I never write diaries. I'm too busy doing front line work in reproductive health care. I hope you give this diary a read because I haven't seen alot written about this in the progressive blogosphere. We all know that we must seriously push back on the latest maneuver in the War on Women. The maneuver goes like this: constitutionally protected religious liberty is under attack by Health and Human Services (HHS) regulations that do not exempt certain religiously affliated employers from providing birth control coverage in their health insurance plans for their employees.
The fact that 98% of Catholic women have used birth control, in my view, is not an effective push back on the Catholic bishops religious liberty argument. If constitutionally protected religious liberty were really at stake the “everybody’s doing it” argument doesn’t hold water. I think court rulings on this subject are important to incorporate into pushback on the birth control controversy this week.
Legal precedents in the courts have ruled that certain religiously affiliated institutions can NOT opt out of contraception coverage in their health insurance plans. But you wouldn't know it based on commentary within the mainstream media in the past week responding to the Catholic bishops. The bishops are lobbying hard that Obama has “overreached” by assaulting religious liberty in that religious employers will be forced to violate their consciences by paying for birth control in their insurance plans. And they are having an impact in the media. EJ Dionne, Chris Matthews, Melinda Henneberger,, Mark Shields, David Brooksand USA Today, among others, have all parroted the Bishops’ seemingly convincing meme. And, the Obama Administration is not helping with its lackluster messaging on the topic.
But there are other liberties at stake here besides religious liberty, namely, that is, the rights of employees to be free from discrimination (shocking, I know). We are not hearing much about this. Not surprisingly since the MSM no longer does real journalism and therefore hasn't bothered to research the background. But legal case history shows that courts, including the U.S. Supreme Court , have previously ruled in favor of nondiscrimination against employees against the "religious liberties" arguments of certain religious employers on the issue of contraception.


_THE TASK_
Copy each record below faithfully, leaving out images.

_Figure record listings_
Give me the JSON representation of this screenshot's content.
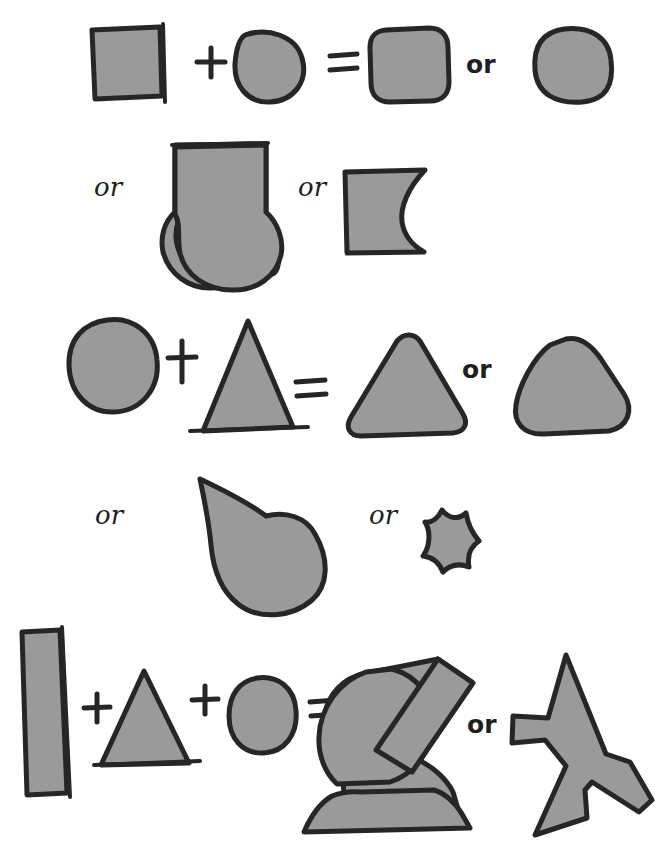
{
  "diagram": {
    "style": "hand-drawn sketch, gray filled shapes with dark ink outlines",
    "colors": {
      "fill": "#9a9a9a",
      "stroke": "#262626",
      "background": "#ffffff"
    },
    "operators": {
      "plus": "+",
      "equals": "=",
      "or": "or"
    },
    "equations": [
      {
        "id": "equation-1",
        "operands": [
          {
            "name": "square",
            "label": "square"
          },
          {
            "name": "circle",
            "label": "circle"
          }
        ],
        "results": [
          {
            "name": "rounded-square-small-radius",
            "label": "rounded square"
          },
          {
            "name": "rounded-square-large-radius",
            "label": "rounded square (softer)"
          },
          {
            "name": "square-with-circle-bottom",
            "label": "square with circular bottom"
          },
          {
            "name": "square-with-circular-bite",
            "label": "square with circular bite"
          }
        ]
      },
      {
        "id": "equation-2",
        "operands": [
          {
            "name": "circle",
            "label": "circle"
          },
          {
            "name": "triangle",
            "label": "triangle"
          }
        ],
        "results": [
          {
            "name": "rounded-triangle",
            "label": "rounded triangle"
          },
          {
            "name": "blob-triangle",
            "label": "very rounded triangle"
          },
          {
            "name": "teardrop",
            "label": "teardrop"
          },
          {
            "name": "concave-pentagon",
            "label": "concave star-like shape"
          }
        ]
      },
      {
        "id": "equation-3",
        "operands": [
          {
            "name": "rectangle",
            "label": "tall rectangle"
          },
          {
            "name": "triangle",
            "label": "triangle"
          },
          {
            "name": "circle",
            "label": "circle"
          }
        ],
        "results": [
          {
            "name": "hill-with-chimney",
            "label": "hill with angled chimney on a base"
          },
          {
            "name": "arrow-star",
            "label": "jagged arrow star"
          }
        ]
      }
    ],
    "or_labels": [
      {
        "id": "or-1",
        "text": "or"
      },
      {
        "id": "or-2",
        "text": "or"
      },
      {
        "id": "or-3",
        "text": "or"
      },
      {
        "id": "or-4",
        "text": "or"
      },
      {
        "id": "or-5",
        "text": "or"
      },
      {
        "id": "or-6",
        "text": "or"
      },
      {
        "id": "or-7",
        "text": "or"
      }
    ],
    "plus_signs": [
      {
        "id": "plus-1"
      },
      {
        "id": "plus-2"
      },
      {
        "id": "plus-3"
      },
      {
        "id": "plus-4"
      }
    ],
    "equals_signs": [
      {
        "id": "equals-1"
      },
      {
        "id": "equals-2"
      },
      {
        "id": "equals-3"
      }
    ]
  }
}
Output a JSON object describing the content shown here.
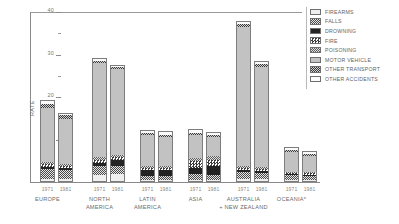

_EXERCISE SOLUTION_
Give me the JSON representation of this screenshot's content.
{
  "diagram": {
    "style": "hand-drawn sketch, gray filled shapes with dark ink outlines",
    "colors": {
      "fill": "#9a9a9a",
      "stroke": "#262626",
      "background": "#ffffff"
    },
    "operators": {
      "plus": "+",
      "equals": "=",
      "or": "or"
    },
    "equations": [
      {
        "id": "equation-1",
        "operands": [
          {
            "name": "square",
            "label": "square"
          },
          {
            "name": "circle",
            "label": "circle"
          }
        ],
        "results": [
          {
            "name": "rounded-square-small-radius",
            "label": "rounded square"
          },
          {
            "name": "rounded-square-large-radius",
            "label": "rounded square (softer)"
          },
          {
            "name": "square-with-circle-bottom",
            "label": "square with circular bottom"
          },
          {
            "name": "square-with-circular-bite",
            "label": "square with circular bite"
          }
        ]
      },
      {
        "id": "equation-2",
        "operands": [
          {
            "name": "circle",
            "label": "circle"
          },
          {
            "name": "triangle",
            "label": "triangle"
          }
        ],
        "results": [
          {
            "name": "rounded-triangle",
            "label": "rounded triangle"
          },
          {
            "name": "blob-triangle",
            "label": "very rounded triangle"
          },
          {
            "name": "teardrop",
            "label": "teardrop"
          },
          {
            "name": "concave-pentagon",
            "label": "concave star-like shape"
          }
        ]
      },
      {
        "id": "equation-3",
        "operands": [
          {
            "name": "rectangle",
            "label": "tall rectangle"
          },
          {
            "name": "triangle",
            "label": "triangle"
          },
          {
            "name": "circle",
            "label": "circle"
          }
        ],
        "results": [
          {
            "name": "hill-with-chimney",
            "label": "hill with angled chimney on a base"
          },
          {
            "name": "arrow-star",
            "label": "jagged arrow star"
          }
        ]
      }
    ],
    "or_labels": [
      {
        "id": "or-1",
        "text": "or"
      },
      {
        "id": "or-2",
        "text": "or"
      },
      {
        "id": "or-3",
        "text": "or"
      },
      {
        "id": "or-4",
        "text": "or"
      },
      {
        "id": "or-5",
        "text": "or"
      },
      {
        "id": "or-6",
        "text": "or"
      },
      {
        "id": "or-7",
        "text": "or"
      }
    ],
    "plus_signs": [
      {
        "id": "plus-1"
      },
      {
        "id": "plus-2"
      },
      {
        "id": "plus-3"
      },
      {
        "id": "plus-4"
      }
    ],
    "equals_signs": [
      {
        "id": "equals-1"
      },
      {
        "id": "equals-2"
      },
      {
        "id": "equals-3"
      }
    ]
  }
}
Output a JSON object describing the content shown here.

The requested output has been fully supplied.